Father Black stared at it. "What," he asked slowly, "is that?"
Athena’s lips tightened. "The eye of a Hell Beast." She replied.
Father Black exhaled slowly, forcing his voice steady. "This isn’t the ti for gifts."
Athena shook her head, crimson fire rippling softly around her like a living mantle. "This," she said, placing her palm gently atop the orb, "is a gift you will want to receive."
Before he could protest, Athena pressed her fingers into the red surface.
Her magic flowed like water. It seeped in—ancient, divine, precise.
For a mont—
Nothing.
There is no light. No sound. And definitely no reaction.
Just silence so deep it felt like the universe had taken a breath.
Then—
A voice spoke.
It was Cold. Aged.
Yet wrapped in unmistakable affection.
"Father Black... I have missed you."
The world stopped.
Father Black’s body went rigid, every muscle locking at once.
That voice. Even in his dreams.
Even if he was buried under centuries of war, grief, and command—
He knew it better than anyone.
Tears welled instantly, blurring his vision.
"...Lenny?" he whispered, voice breaking.
"Lenny... is that you?"
The orb pulsed once.
A tired chuckle echoed from within it.
"It’s been a long ti, old man," the voice replied.
"Did you still keep those cigarettes for ?"
That was it.
Father Black broke.
He leaned forward, hands gripping the edge of the table as sobs tore free—ugly, raw, unrestrained.
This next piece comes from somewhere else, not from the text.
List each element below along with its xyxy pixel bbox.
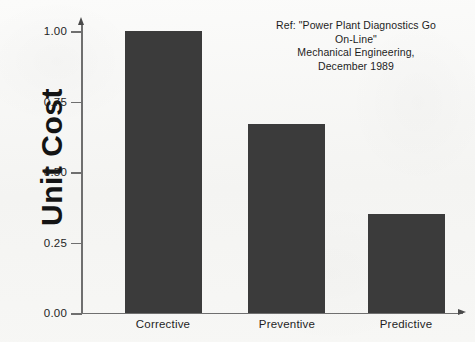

Years of iron composure shattered in an instant. The weight of kingship, of impossible choices, of standing alone before gods and angels—it all ca crashing down.
Even Athena watching could feel the weight if the old man’s suffering.
"I thought you were gone," he cried. "I thought—"
His voice failed him.
Then, desperately, "Where are you? Why aren’t you here? Heaven’s at our throats, angels and fallen angels are trying to swallow the Earth whole!"
The orb glowed dimr.
When Lenny spoke again, his voice was slower.
Older.
Tired in a way only eternity could carve.
"I know," he said quietly.
"But it’s not ti."
Father Black clenched his fists.
"Not ti for what?"
"I need more ti," Lenny replied.
"Can you give it to ?"
Confusion cut through the grief.
"What do you an—"
Suddenly—
Pain.
A sharp sting blood in Father Black’s chest.
He gasped, ripping open his coat.
There—
A sigil.
Burning faintly against his skin.
A family sigil.
"You already accepted the first one. I don’t need your permission to annoint you again."
Father Black’s blood ran cold.
"That’s impossible," he whispered.
Slowly, he turned to the orb.
Then to Athena.
She nodded—uneasy, unsettled.
"I felt it too," she said quietly.
She pulled back her own garnt. The sa sigil glowed over her heart.
There was once upon a ti that she refused Lenny’s family sigil. In fact refusing it was why she suffered the way she had.
Only to beco regeant of hell, and Secretly, lenny had been in charge for thousands of years.
To be precise, since before the fall of man.
Father Black’s eyes widened, realization crashing into him like a tidal wave.
From the orb, Lenny spoke again.
Soft.
Certain.
"Yes," he said.
"I am the King of Hell."
(Author’s note: did you wait too long for him?"